### Amazon.com Review Mark Haddon's bitterly funny debut novel, _The Curious Incident of the Dog in the Night-Time_ , is a murder mystery of sorts--one told by an autistic version of Adrian Mole. Fifteen-year-old Christopher John Francis Boone is mathematically gifted and socially hopeless, raised
Curious Incident of the Dog in the Night-Time
โ Scribed by Mark Haddon
- Publisher
- Doubleday
- Year
- 2003
- Tongue
- English
- Weight
- 93 KB
- Edition
- 1st ed
- Category
- Fiction
No coin nor oath required. For personal study only.
โฆ Synopsis
Christopher Boone, the autistic 15-year-old
narrator of this revelatory novel, relaxes by groaning and doing math problems
in his head, eats red-but not yellow or brown-foods and screams when he is
touched. Strange as he may seem, other people are far more of a conundrum to
him, for he lacks the intuitive "theory of mind" by which most of us sense
what's going on in other people's heads. When his neighbor's poodle is killed
and Christopher is falsely accused of the crime, he decides that he will take a
page from Sherlock Holmes (one of his favorite characters) and track down the
killer. As the mystery leads him to the secrets of his parents' broken marriage
and then into an odyssey to find his place in the world, he must fall back on
deductive logic to navigate the emotional complexities of a social world that
remains a closed book to him. In the hands of first-time novelist Haddon,
Christopher is a fascinating case study and, above all, a sympathetic boy: not
closed off, as the stereotype would have it, but too open-overwhelmed by
sensations, bereft of the filters through which normal people screen their
surroundings. Christopher can only make sense of the chaos of stimuli by
imposing arbitrary patterns ("4 yellow cars in a row made it a Black Day, which
is a day when I don't speak to anyone and sit on my own reading books and don't
eat my lunch and Take No Risks"). His literal-minded observations make for a
kind of poetic sensibility and a poignant evocation of character. Though
Christopher insists, "This will not be a funny book. I cannot tell jokes because
I do not understand them," the novel brims with touching, ironic humor. The
result is an eye-opening work in a unique and compelling literary voice.
Copyright 2003 Reed Business Information, Inc. --This text refers to an
out of print or unavailable edition of this title.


WORK ORDER. The data below should be retyped exactly, with the pictures left out.

EXERCISE DATA.

•••••

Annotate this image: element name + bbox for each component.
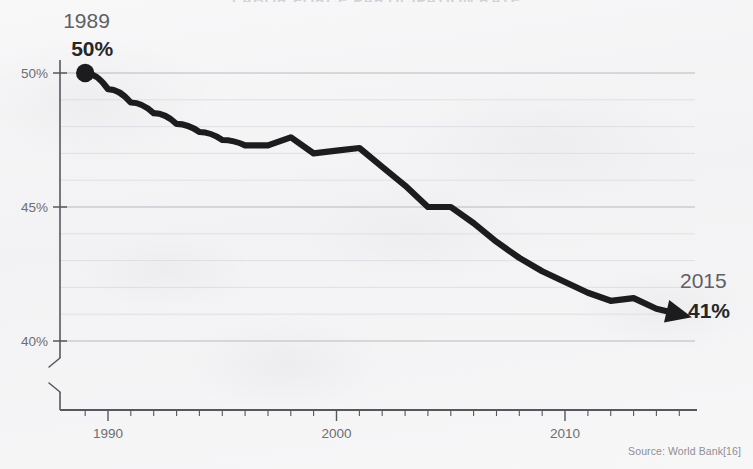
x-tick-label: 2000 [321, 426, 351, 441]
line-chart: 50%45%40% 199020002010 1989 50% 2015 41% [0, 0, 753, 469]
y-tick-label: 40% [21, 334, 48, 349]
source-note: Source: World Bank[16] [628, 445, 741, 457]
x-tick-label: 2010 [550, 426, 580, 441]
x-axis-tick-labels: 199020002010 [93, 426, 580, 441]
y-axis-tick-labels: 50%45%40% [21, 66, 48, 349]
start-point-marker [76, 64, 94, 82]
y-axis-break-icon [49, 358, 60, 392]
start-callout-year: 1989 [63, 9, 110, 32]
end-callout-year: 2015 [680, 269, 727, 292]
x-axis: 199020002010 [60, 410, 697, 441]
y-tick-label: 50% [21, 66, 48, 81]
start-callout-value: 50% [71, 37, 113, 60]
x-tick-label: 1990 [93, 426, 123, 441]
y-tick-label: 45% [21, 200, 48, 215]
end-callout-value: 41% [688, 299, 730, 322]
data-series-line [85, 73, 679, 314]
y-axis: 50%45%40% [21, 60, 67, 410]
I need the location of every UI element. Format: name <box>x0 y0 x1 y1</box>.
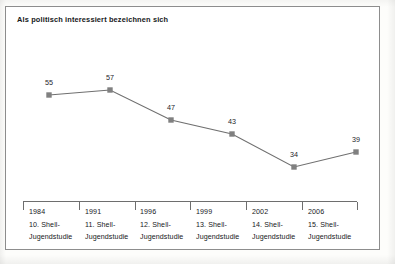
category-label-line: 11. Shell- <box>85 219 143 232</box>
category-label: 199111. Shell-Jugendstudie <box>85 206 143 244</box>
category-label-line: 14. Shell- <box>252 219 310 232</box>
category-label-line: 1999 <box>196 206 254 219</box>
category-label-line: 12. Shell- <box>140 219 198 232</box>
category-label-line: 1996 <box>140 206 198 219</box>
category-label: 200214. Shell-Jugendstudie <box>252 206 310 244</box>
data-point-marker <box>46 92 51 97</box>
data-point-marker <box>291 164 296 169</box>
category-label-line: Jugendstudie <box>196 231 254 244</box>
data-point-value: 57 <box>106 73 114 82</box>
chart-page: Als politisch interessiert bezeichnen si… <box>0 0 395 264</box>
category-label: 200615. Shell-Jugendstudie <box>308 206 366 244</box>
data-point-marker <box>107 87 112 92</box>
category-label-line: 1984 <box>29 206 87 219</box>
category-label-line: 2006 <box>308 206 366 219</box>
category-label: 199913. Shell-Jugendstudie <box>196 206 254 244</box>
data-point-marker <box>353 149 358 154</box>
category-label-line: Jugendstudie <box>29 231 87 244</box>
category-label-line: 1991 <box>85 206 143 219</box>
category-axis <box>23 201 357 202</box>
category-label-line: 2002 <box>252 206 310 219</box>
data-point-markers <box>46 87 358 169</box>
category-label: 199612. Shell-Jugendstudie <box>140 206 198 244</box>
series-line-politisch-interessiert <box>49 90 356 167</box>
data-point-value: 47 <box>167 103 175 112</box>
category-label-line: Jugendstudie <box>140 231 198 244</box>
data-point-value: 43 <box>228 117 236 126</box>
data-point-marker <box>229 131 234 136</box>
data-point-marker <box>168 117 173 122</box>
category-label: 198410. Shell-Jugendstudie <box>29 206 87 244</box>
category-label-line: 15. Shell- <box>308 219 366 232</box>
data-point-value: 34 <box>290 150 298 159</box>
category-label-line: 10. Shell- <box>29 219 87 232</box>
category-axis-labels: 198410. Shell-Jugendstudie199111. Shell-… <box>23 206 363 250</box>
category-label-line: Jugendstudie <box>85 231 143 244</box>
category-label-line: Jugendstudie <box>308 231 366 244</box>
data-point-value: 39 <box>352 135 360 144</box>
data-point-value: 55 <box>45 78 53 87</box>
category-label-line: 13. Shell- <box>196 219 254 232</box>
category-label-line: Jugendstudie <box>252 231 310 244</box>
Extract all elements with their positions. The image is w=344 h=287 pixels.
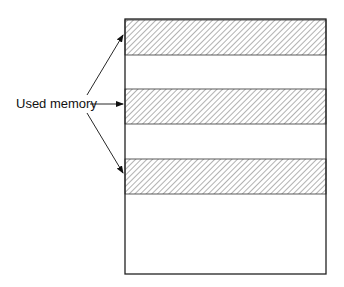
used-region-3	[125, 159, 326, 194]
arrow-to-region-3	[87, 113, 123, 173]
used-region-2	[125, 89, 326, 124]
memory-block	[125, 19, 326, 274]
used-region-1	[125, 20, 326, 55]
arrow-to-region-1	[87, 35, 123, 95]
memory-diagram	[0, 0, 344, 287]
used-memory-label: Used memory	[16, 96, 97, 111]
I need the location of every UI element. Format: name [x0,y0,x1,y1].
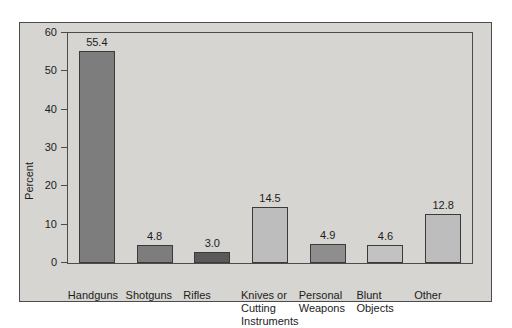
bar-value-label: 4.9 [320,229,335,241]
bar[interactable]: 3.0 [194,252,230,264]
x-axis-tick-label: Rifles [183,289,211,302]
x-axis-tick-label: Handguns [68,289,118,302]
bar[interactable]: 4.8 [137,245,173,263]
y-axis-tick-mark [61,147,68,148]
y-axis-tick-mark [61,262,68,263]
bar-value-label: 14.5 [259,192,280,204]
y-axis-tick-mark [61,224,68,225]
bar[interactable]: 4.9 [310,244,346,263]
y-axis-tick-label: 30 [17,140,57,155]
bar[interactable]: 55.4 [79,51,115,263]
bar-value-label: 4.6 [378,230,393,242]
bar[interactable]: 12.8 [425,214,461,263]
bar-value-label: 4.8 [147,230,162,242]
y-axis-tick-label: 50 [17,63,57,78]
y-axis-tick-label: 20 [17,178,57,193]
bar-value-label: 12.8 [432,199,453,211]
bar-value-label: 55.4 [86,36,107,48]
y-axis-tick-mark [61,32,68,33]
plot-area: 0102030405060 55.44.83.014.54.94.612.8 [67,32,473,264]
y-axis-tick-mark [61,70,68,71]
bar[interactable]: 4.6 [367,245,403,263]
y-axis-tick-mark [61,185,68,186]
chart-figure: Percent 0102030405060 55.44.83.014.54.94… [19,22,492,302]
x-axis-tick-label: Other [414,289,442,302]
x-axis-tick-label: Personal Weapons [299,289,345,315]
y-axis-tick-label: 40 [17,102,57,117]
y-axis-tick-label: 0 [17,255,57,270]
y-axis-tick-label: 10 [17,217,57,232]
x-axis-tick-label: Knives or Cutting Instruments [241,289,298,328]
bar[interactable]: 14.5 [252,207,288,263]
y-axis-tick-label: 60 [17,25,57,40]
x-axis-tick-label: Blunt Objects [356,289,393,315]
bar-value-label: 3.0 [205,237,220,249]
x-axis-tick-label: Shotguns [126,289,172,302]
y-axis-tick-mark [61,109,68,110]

•••••

RESULT OF THE EXERCISE.
Annotate this image: element name + bbox for each component.
x-tick-label: 2000 [321, 426, 351, 441]
line-chart: 50%45%40% 199020002010 1989 50% 2015 41% [0, 0, 753, 469]
y-tick-label: 40% [21, 334, 48, 349]
source-note: Source: World Bank[16] [628, 445, 741, 457]
x-tick-label: 2010 [550, 426, 580, 441]
x-axis-tick-labels: 199020002010 [93, 426, 580, 441]
y-axis-tick-labels: 50%45%40% [21, 66, 48, 349]
start-point-marker [76, 64, 94, 82]
y-axis-break-icon [49, 358, 60, 392]
start-callout-year: 1989 [63, 9, 110, 32]
end-callout-year: 2015 [680, 269, 727, 292]
x-axis: 199020002010 [60, 410, 697, 441]
y-tick-label: 50% [21, 66, 48, 81]
start-callout-value: 50% [71, 37, 113, 60]
x-tick-label: 1990 [93, 426, 123, 441]
y-tick-label: 45% [21, 200, 48, 215]
end-callout-value: 41% [688, 299, 730, 322]
data-series-line [85, 73, 679, 314]
y-axis: 50%45%40% [21, 60, 67, 410]
I need the location of every UI element. Format: name <box>x0 y0 x1 y1</box>.
category-label-line: 11. Shell- <box>85 219 143 232</box>
category-label: 199111. Shell-Jugendstudie <box>85 206 143 244</box>
category-label-line: 14. Shell- <box>252 219 310 232</box>
category-label-line: 1999 <box>196 206 254 219</box>
category-label-line: 12. Shell- <box>140 219 198 232</box>
category-label-line: 1996 <box>140 206 198 219</box>
category-label: 200214. Shell-Jugendstudie <box>252 206 310 244</box>
data-point-marker <box>46 92 51 97</box>
data-point-marker <box>291 164 296 169</box>
category-label-line: Jugendstudie <box>196 231 254 244</box>
data-point-value: 57 <box>106 73 114 82</box>
chart-page: Als politisch interessiert bezeichnen si… <box>0 0 395 264</box>
category-label: 200615. Shell-Jugendstudie <box>308 206 366 244</box>
data-point-marker <box>107 87 112 92</box>
category-label-line: 1984 <box>29 206 87 219</box>
category-label-line: 2006 <box>308 206 366 219</box>
category-label: 199913. Shell-Jugendstudie <box>196 206 254 244</box>
data-point-marker <box>353 149 358 154</box>
category-label-line: Jugendstudie <box>29 231 87 244</box>
category-label-line: 1991 <box>85 206 143 219</box>
category-axis <box>23 201 357 202</box>
category-label-line: 2002 <box>252 206 310 219</box>
data-point-markers <box>46 87 358 169</box>
category-label: 199612. Shell-Jugendstudie <box>140 206 198 244</box>
series-line-politisch-interessiert <box>49 90 356 167</box>
data-point-value: 47 <box>167 103 175 112</box>
category-label-line: Jugendstudie <box>140 231 198 244</box>
data-point-value: 43 <box>228 117 236 126</box>
data-point-marker <box>229 131 234 136</box>
data-point-marker <box>168 117 173 122</box>
category-label: 198410. Shell-Jugendstudie <box>29 206 87 244</box>
category-label-line: 15. Shell- <box>308 219 366 232</box>
data-point-value: 34 <box>290 150 298 159</box>
category-label-line: 10. Shell- <box>29 219 87 232</box>
category-axis-labels: 198410. Shell-Jugendstudie199111. Shell-… <box>23 206 363 250</box>
category-label-line: Jugendstudie <box>85 231 143 244</box>
category-label-line: Jugendstudie <box>308 231 366 244</box>
data-point-value: 39 <box>352 135 360 144</box>
data-point-value: 55 <box>45 78 53 87</box>
category-label-line: 13. Shell- <box>196 219 254 232</box>
category-label-line: Jugendstudie <box>252 231 310 244</box>
Extract all elements with their positions. The image is w=344 h=287 pixels.
used-region-3	[125, 159, 326, 194]
arrow-to-region-3	[87, 113, 123, 173]
used-region-2	[125, 89, 326, 124]
memory-block	[125, 19, 326, 274]
used-region-1	[125, 20, 326, 55]
arrow-to-region-1	[87, 35, 123, 95]
memory-diagram	[0, 0, 344, 287]
used-memory-label: Used memory	[16, 96, 97, 111]
I need the location of every UI element. Format: name [x0,y0,x1,y1].
bar-value-label: 4.9 [320,229,335,241]
bar[interactable]: 3.0 [194,252,230,264]
x-axis-tick-label: Rifles [183,289,211,302]
x-axis-tick-label: Handguns [68,289,118,302]
bar[interactable]: 4.8 [137,245,173,263]
y-axis-tick-mark [61,147,68,148]
y-axis-tick-mark [61,262,68,263]
bar-value-label: 14.5 [259,192,280,204]
y-axis-tick-mark [61,224,68,225]
bar[interactable]: 4.9 [310,244,346,263]
y-axis-tick-label: 30 [17,140,57,155]
bar[interactable]: 55.4 [79,51,115,263]
bar-value-label: 4.6 [378,230,393,242]
bar[interactable]: 12.8 [425,214,461,263]
bar-value-label: 4.8 [147,230,162,242]
y-axis-tick-label: 50 [17,63,57,78]
y-axis-tick-label: 20 [17,178,57,193]
bar-value-label: 12.8 [432,199,453,211]
bar-value-label: 55.4 [86,36,107,48]
y-axis-tick-mark [61,32,68,33]
plot-area: 0102030405060 55.44.83.014.54.94.612.8 [67,32,473,264]
y-axis-tick-mark [61,70,68,71]
bar[interactable]: 4.6 [367,245,403,263]
y-axis-tick-mark [61,185,68,186]
chart-figure: Percent 0102030405060 55.44.83.014.54.94… [19,22,492,302]
x-axis-tick-label: Other [414,289,442,302]
x-axis-tick-label: Personal Weapons [299,289,345,315]
y-axis-tick-label: 40 [17,102,57,117]
y-axis-tick-label: 0 [17,255,57,270]
y-axis-tick-label: 10 [17,217,57,232]
x-axis-tick-label: Knives or Cutting Instruments [241,289,298,328]
bar[interactable]: 14.5 [252,207,288,263]
y-axis-tick-label: 60 [17,25,57,40]
x-axis-tick-label: Blunt Objects [356,289,393,315]
bar-value-label: 3.0 [205,237,220,249]
x-axis-tick-label: Shotguns [126,289,172,302]
y-axis-tick-mark [61,109,68,110]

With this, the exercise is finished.